Bank of Japan officials see significant scope to boost government bond purchases if needed to achieve their inflation target, according to people familiar with the discussions, signaling little concern with perceptions of underwriting fiscal deficits.

While no decision will be made until the central bank has more time to assess price trends, the current pace of asset purchases - equivalent to 70 percent of new government debt issuance - isn’t a limit for many officials, according to the people, who asked not to be named as the talks are private. Some officials highlight the size of the market offering plenty of room to buy more, according to the people.

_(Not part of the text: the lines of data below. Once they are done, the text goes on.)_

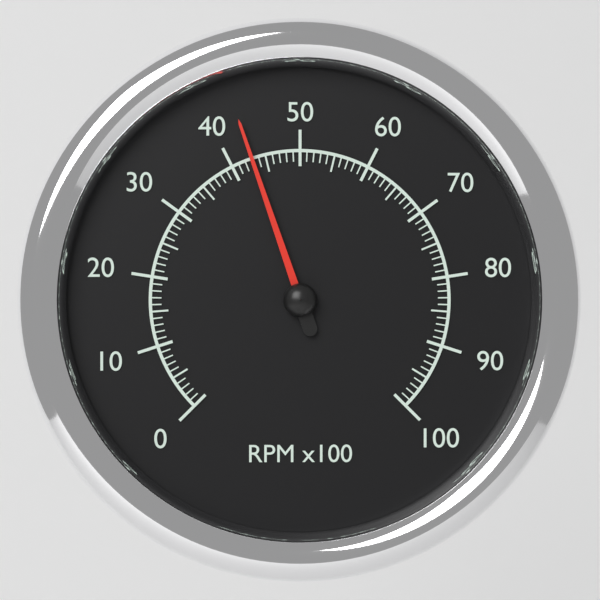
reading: 43 RPM x100
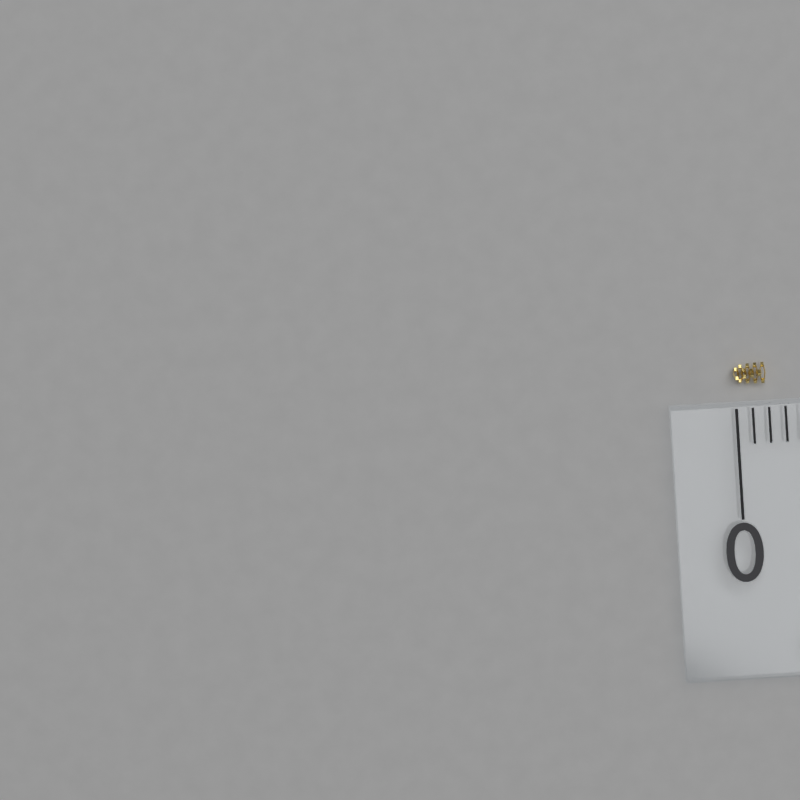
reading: 0.2 cm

The BOJ in September reported that it held 15.4 percent of the 969 trillion yen ($9.4 trillion) of government bonds outstanding.

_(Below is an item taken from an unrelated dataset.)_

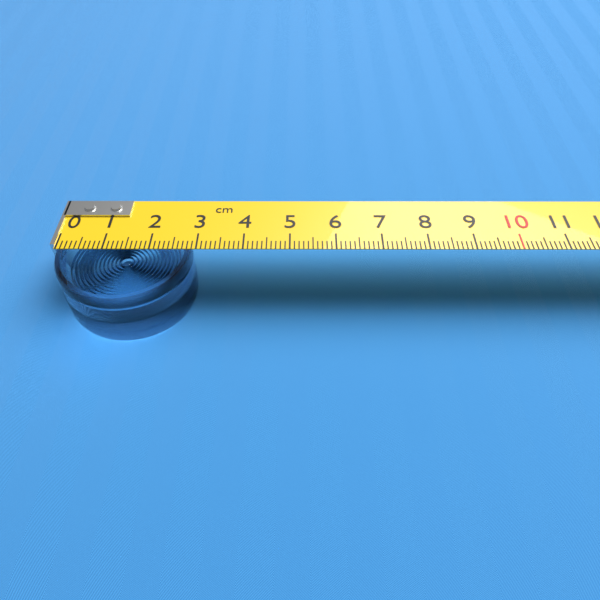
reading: 2.9 cm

With most economists surveyed anticipating the BOJ will escalate its stimulus after a bump in the national sales tax in April, focus is increasing on how the central bank will execute such a move. Along with government bonds, the central bank has been purchasing equities through exchange-traded funds and real-estate investment trusts.

“The BOJ has a completely different mindset than in the past,” said Masamichi Adachi, a senior economist at JPMorgan in Tokyo. “There is no way back - the central bank has to continue easing until it achieves its price target.”

Forecast to leave policy unchanged at a two-day meeting that starts tomorrow, the BOJ has already unveiled monetary easing that is unprecedented for Japan as the central bank chases a goal of driving 2 percent inflation in about two years.

The BOJ is targeting a 50 trillion yen increase in bonds outstanding per year.

The yield on 10-year government bonds touched a record low of 0.315 percent on April 5, the day after the central bank unleashed its record easing program, before climbing to a one- year high of 1 percent on May 23.

Under Haruhiko Kuroda, the bank’s governor, the central bank is focused less on the risks associated with monetary policy and more on the importance of achieving price stability, the people familiar with the discussions said.

Board members Takehiro Sato and Takahide Kiuchi have expressed concern about the likely value of any extra easing, indicating that any future move to increase bond purchases might not be unopposed.

Abe’s government has already unveiled a stimulus package to help the nation weather the tax increase that, while helping to improve the nation’s finances, is forecast to trigger a one-quarter contraction in the world’s third-biggest economy.

In Asian economic data yesterday, Japan reported the biggest November trade deficit on record as imports climbed 21.1 percent from a year earlier, supported by demand ahead of a sales-tax increase in April.